Giving Colonial Whiskey a Modern Upgrade
While the unaged white rye is the most historically accurate product, the modern palate demands barrel aging. To bridge the gap between 1799 and 2026, Mount Vernon runs an aging program on-site, introducing versions that Washington himself never actually tasted.
They offer a Straight Rye aged two to four years in charred oak ($188) and a Premium Straight Rye aged up to eight years ($225). The wood rounds out the rough edges of the colonial recipe, adding notes of caramel, vanilla, and smoke that complement the natural spice of the rye.
To celebrate the 250th anniversary of American independence, the distillery is dropping a massive milestone bottle on July 4, 2026: George Washington's Spirit of '76 Cask Strength Bourbon.

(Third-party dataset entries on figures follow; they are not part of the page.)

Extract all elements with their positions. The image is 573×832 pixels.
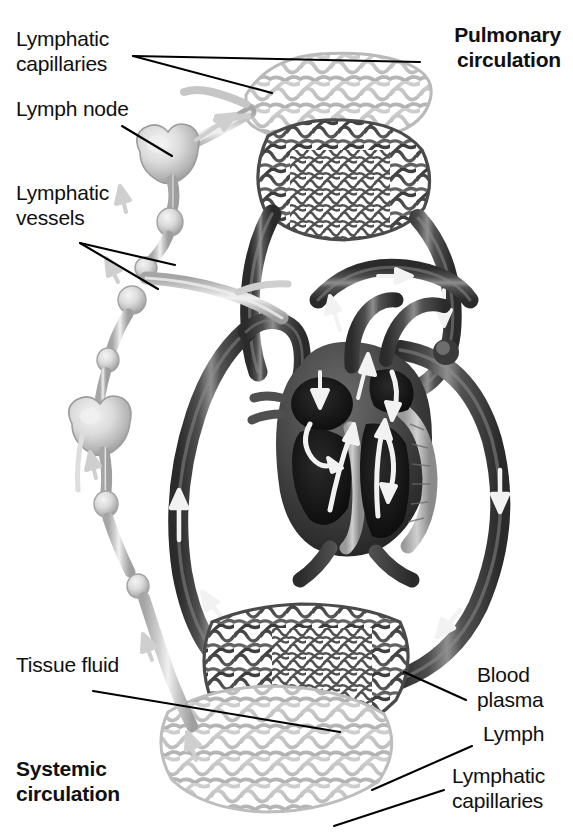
left-ventricle [360, 423, 410, 538]
label-tissue-fluid: Tissue fluid [16, 652, 119, 677]
label-pulmonary-circulation: Pulmonary circulation [454, 22, 561, 72]
label-lymph-node: Lymph node [16, 96, 129, 121]
heart [252, 296, 459, 580]
lymphatic-valve-bead [118, 286, 146, 314]
label-lymphatic-capillaries-bottom: Lymphatic capillaries [452, 763, 545, 813]
circulatory-lymphatic-diagram: Lymphatic capillaries Lymph node Lymphat… [0, 0, 573, 832]
label-lymphatic-vessels: Lymphatic vessels [16, 180, 109, 230]
label-blood-plasma: Blood plasma [477, 662, 544, 712]
label-lymph: Lymph [483, 721, 544, 746]
vena-cava-lower-flow-arrow [202, 592, 222, 618]
label-systemic-circulation: Systemic circulation [16, 756, 120, 806]
leader-blood-plasma [404, 672, 466, 700]
label-lymphatic-capillaries-top: Lymphatic capillaries [16, 26, 109, 76]
pulmonary-artery [250, 214, 272, 372]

This is a monumental departure for Mount Vernon. It's their first-ever bourbon release. Distilled using 18th-century techniques, aged for seven years on-site, and bottled by hand at a staggering 111.6 proof, it represents the absolute pinnacle of their historical experimentation.
The Catch: Fewer than 350 bottles exist. It goes on sale at 9 a.m. on July 4th exclusively at the Shops at Mount Vernon for $1,000 a bottle, first-come, first-served. It won't be sold online.
Whiskey forums and local collectors are already debating the steep price tag. Is a 7-year bourbon objectively worth a grand based on taste alone? Probably not when compared to readily available premium pours. But you aren't paying for liquid asset valuation here; you're buying a piece of living history produced by hand at a literal museum site using methods that died out over two centuries ago.
How to Try It Yourself
If you want to experience this yourself without dropping a thousand bucks on a single bottle, you have options if you can make it to Northern Virginia. Mount Vernon hosts dedicated outdoor whiskey tastings on select Saturdays.
A $60 ticket gets you half-ounce pours of three distinct ryes, including the unaged white dog, the mid-aged amber rye, and the premium aged expression. The ticket price also bundles in general admission to the historic estate, a guided tour of the working gristmill and distillery, and a commemorative Glencairn glass to take home.
Due to strict Virginia ABC laws, these tastings have to happen completely outdoors. State law bars alcohol sampling inside the actual historic buildings where the whiskey is physically stored.
If you plan to visit, do it during September. Mount Vernon runs a month-long 20% discount on all whiskey varieties purchased at the gift shop, making it the cheapest window to add a bottle of presidential liquid history to your home bar.